A lesson that contextualizes the key phases of the French Revolution (1789-1799) from the National Assembly to the Directory, guiding students to analyze social dynamics, political shifts, and cause-and-effect relationships.
An anthropology lesson where high school students curate and analyze contemporary artifacts that represent modern adolescent culture, exploring generational shifts in social norms and material culture.
An advanced AP US History lesson exploring the constitutional, economic, and political crises that fractured the United States between 1828 and 1861. Students analyze key events including the Tariff of Abominations, State v. Mann, the Wilmot Proviso, and the rise of the Know-Nothing Party through lectures and structured primary sources.
An advanced AP US History lecture series exploring the constitutional, economic, and political crises that fractured the United States between 1833 and 1861. This lesson highlights key legislative compromises, executive decisions, and judicial rulings that made sectional conflict and the Civil War inevitable.
A complete history webquest lesson bundle designed for late elementary students to independently research diverse historical figures. Students act as research detectives to discover the lives, struggles, and lasting legacies of inventors, activists, and leaders.
An inquiry-based social studies lesson where students explore primary and secondary sources by curating a classroom time capsule. Students analyze modern artifacts, select items representing their epoch, and write persuasive letters to future historians.
Ce troisième chapitre interroge la dimension géopolitique et économique du numérique : le rôle et l'influence des GAFAM et des géants de l'IA, la souveraineté des données citoyennes, le cloud souverain et l'alternative du logiciel libre pour l'indépendance nationale et européenne.
Ce deuxième chapitre traite de la structure de l'espace public numérique, en abordant la polarisation des débats sur les réseaux sociaux, les bulles de filtres, la liberté d'expression face à la modération et la haine en ligne, ainsi que la citoyenneté numérique active.
Ce premier chapitre explore l'impact de l'intelligence artificielle générative et des algorithmes de recommandation sur la vérité historique, scientifique et journalistique. Les élèves analysent la notion de désinformation, les deepfakes et l'importance de l'épistémologie critique.

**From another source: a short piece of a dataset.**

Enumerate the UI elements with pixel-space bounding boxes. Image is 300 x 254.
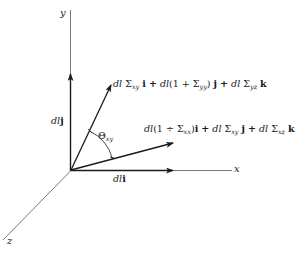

A hands-on workshop designed to introduce Society and Culture students to key research methodologies (Content Analysis, Interviews, Focus Groups, and Questionnaires) for their Personal Interest Projects (PIPs). Students analyze authentic research scenarios and justify the best methodological fit for each PIP topic.

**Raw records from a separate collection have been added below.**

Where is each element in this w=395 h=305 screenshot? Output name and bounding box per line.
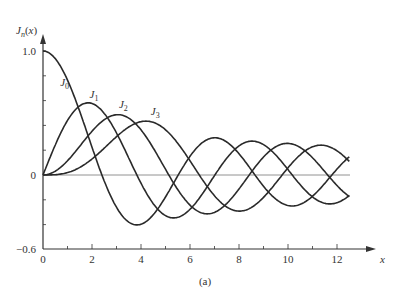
x-tick-label: 0 <box>40 253 46 265</box>
x-tick-label: 10 <box>283 253 295 265</box>
y-axis-arrow-icon <box>40 34 46 44</box>
curves <box>43 51 349 225</box>
x-tick-label: 4 <box>138 253 144 265</box>
series-annotation: J0 <box>60 76 69 91</box>
x-tick-label: 2 <box>89 253 95 265</box>
x-axis-arrow-icon <box>366 246 376 252</box>
series-J2 <box>43 115 349 214</box>
x-tick-label: 8 <box>236 253 242 265</box>
x-tick-label: 12 <box>332 253 343 265</box>
y-axis-label: Jn(x) <box>16 24 37 39</box>
caption: (a) <box>199 275 212 288</box>
series-J0 <box>43 51 349 225</box>
x-axis-label: x <box>379 253 385 265</box>
x-tick-label: 6 <box>187 253 193 265</box>
bessel-chart: 0246810121.00−0.6xJn(x)(a)J0J1J2J3 <box>0 0 395 305</box>
series-annotation: J3 <box>151 105 160 120</box>
series-annotation: J1 <box>90 88 99 103</box>
series-annotation: J2 <box>119 98 128 113</box>
y-tick-label: 0 <box>31 169 37 181</box>
y-tick-label: 1.0 <box>22 45 36 57</box>
y-tick-label: −0.6 <box>16 243 36 255</box>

Students examine yellow journalism through the lens of the historical DeLome Letter leak of 1898. They analyze sensationalized media, understand the historical context of the Spanish-American War, and draw parallels to modern media.
A deep dive into the French Revolution's bloodiest phase, analyzing how revolutionary ideals twisted into state-sponsored terror under Robespierre.
A highly accessible watch guide lesson linking The Wizard of Oz (1939) to Gilded Age politics (Populism, the Gold Standard, and industrial workers), designed specifically for middle school students reading at a 1st-grade level using visual matching, word banks, and literal multiple-choice questions.